Progress, Preservation
and the End of an Era
Hunter Harrison is in the news again, and this time CSX is in the cross-hairs. Whether you think Harrison’s style of railroading is progress or desecration, one fact remains: more change is coming.
Harrison is one agent of change, but there are many others. The infrastructure changes legislated by Positive Train Control (PTC) will dramatically alter the railroad landscape. Those changes are well underway. The April issue of Railfan & Railroad magazine reports that BNSF has completed PTC installation on more than half of its system. CSX will replace searchlight and color position light signals on much of its system in 2017 and 2018. Other railroads are following suit.
Eric Miller recently wrote about the disappearance of the things that once made individual railroads colorful and unique (In Rembrance: A Lamentation for the Distinctive) and we will feature several more articles on this subject in the coming months as photographers scramble to document the last of these historic structures. Railroads are looking more and more like one huge, homogeneous conglomerate. We are coming to the end of an era.
In the name of progress, technology advances. Trains powered by steam locomotives once carried an engineer, fireman, brakeman and conductor. Now it is possible to operate with smaller crews, and many observers believe that one person crews are inevitable. And it will not stop there. Driverless trains already operate on some rapid transit systems, and it may be only a matter of time before most trains run without crews. Seem far-fetched? Look what is happening in the trucking industry with the push for driverless trucks. Are we nearing the end of another era when men and women are no longer needed in the cab?
Railroad photographers are historians, whether they think of themselves that way or not. Photography has played a key role in the documentation of railroad history in all eras. That documentation is just as important today as it was at the end of the steam era, when many talented photographers stepped up to the challenge of preserving steam’s legacy. It is up to the current crop of working railroad photographers to record the changing railroad environment and to preserve what is being lost. Trains will be here as long as railroads exist, but the landscape and culture of railroading, even railroading as a way of life, may someday pass into history.
Perhaps one day, along a lonely stretch of railroad track, a train will approach. There will be no face in the cab window, no friendly wave or smile from the engineer. The lonely train will pass, and we will feel the loss and mourn the end of another era.
Edd Fuller, Editor
Comments are always welcome. I would love to hear your thoughts on this, or any other subject.
I want to do everything I can to prevent this kind of future from coming to pass. I know the railroad is in my blood and I cannot let it be destroyed in the name of cost savings and so called “progress.”
Tyler, thanks for your comment. Unfortunately, there is a huge disconnect between railfans and the railroad industry. In the same April issue of Railfan & Railroad magazine that I mention in the article, Alexander Craghead writes about the desires of railroad enthusiasts v.the desires of investors (p. 4). Those desires do not match up very well, and it is the investors who call the shots. It’s a tough situation.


**What is needed**
Count the lines below that include "religion". Only the number should be given.

**Extracted information**
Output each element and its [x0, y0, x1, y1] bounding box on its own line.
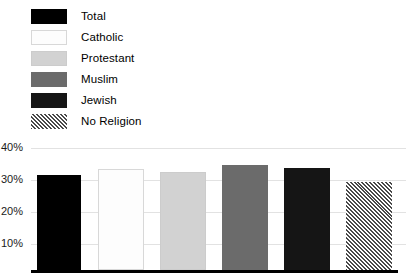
legend-label-catholic: Catholic — [81, 32, 123, 44]
legend-swatch-no-religion-icon — [31, 114, 67, 129]
bars-layer — [0, 140, 406, 278]
x-axis-baseline — [31, 270, 398, 273]
legend-swatch-catholic-icon — [31, 30, 67, 45]
chart-legend: Total Catholic Protestant Muslim Jewish … — [31, 5, 211, 135]
legend-swatch-total-icon — [31, 9, 67, 24]
plot-area: 40% 30% 20% 10% — [0, 140, 406, 278]
legend-swatch-jewish-icon — [31, 93, 67, 108]
legend-item-jewish[interactable]: Jewish — [31, 91, 117, 110]
legend-item-muslim[interactable]: Muslim — [31, 70, 118, 89]
legend-label-no-religion: No Religion — [81, 116, 142, 128]
legend-swatch-protestant-icon — [31, 51, 67, 66]
bar-total[interactable] — [37, 175, 81, 270]
legend-label-jewish: Jewish — [81, 95, 117, 107]
bar-chart: Total Catholic Protestant Muslim Jewish … — [0, 0, 406, 278]
legend-item-no-religion[interactable]: No Religion — [31, 112, 142, 131]
legend-swatch-muslim-icon — [31, 72, 67, 87]
legend-label-protestant: Protestant — [81, 53, 134, 65]
bar-protestant[interactable] — [160, 172, 206, 270]
bar-jewish[interactable] — [284, 168, 330, 270]
legend-label-total: Total — [81, 11, 106, 23]
legend-item-protestant[interactable]: Protestant — [31, 49, 134, 68]
legend-item-catholic[interactable]: Catholic — [31, 28, 123, 47]
bar-catholic[interactable] — [98, 169, 144, 270]
bar-muslim[interactable] — [222, 165, 268, 270]
legend-label-muslim: Muslim — [81, 74, 118, 86]
legend-item-total[interactable]: Total — [31, 7, 106, 26]
bar-no-religion[interactable] — [346, 182, 392, 270]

**Response area**
4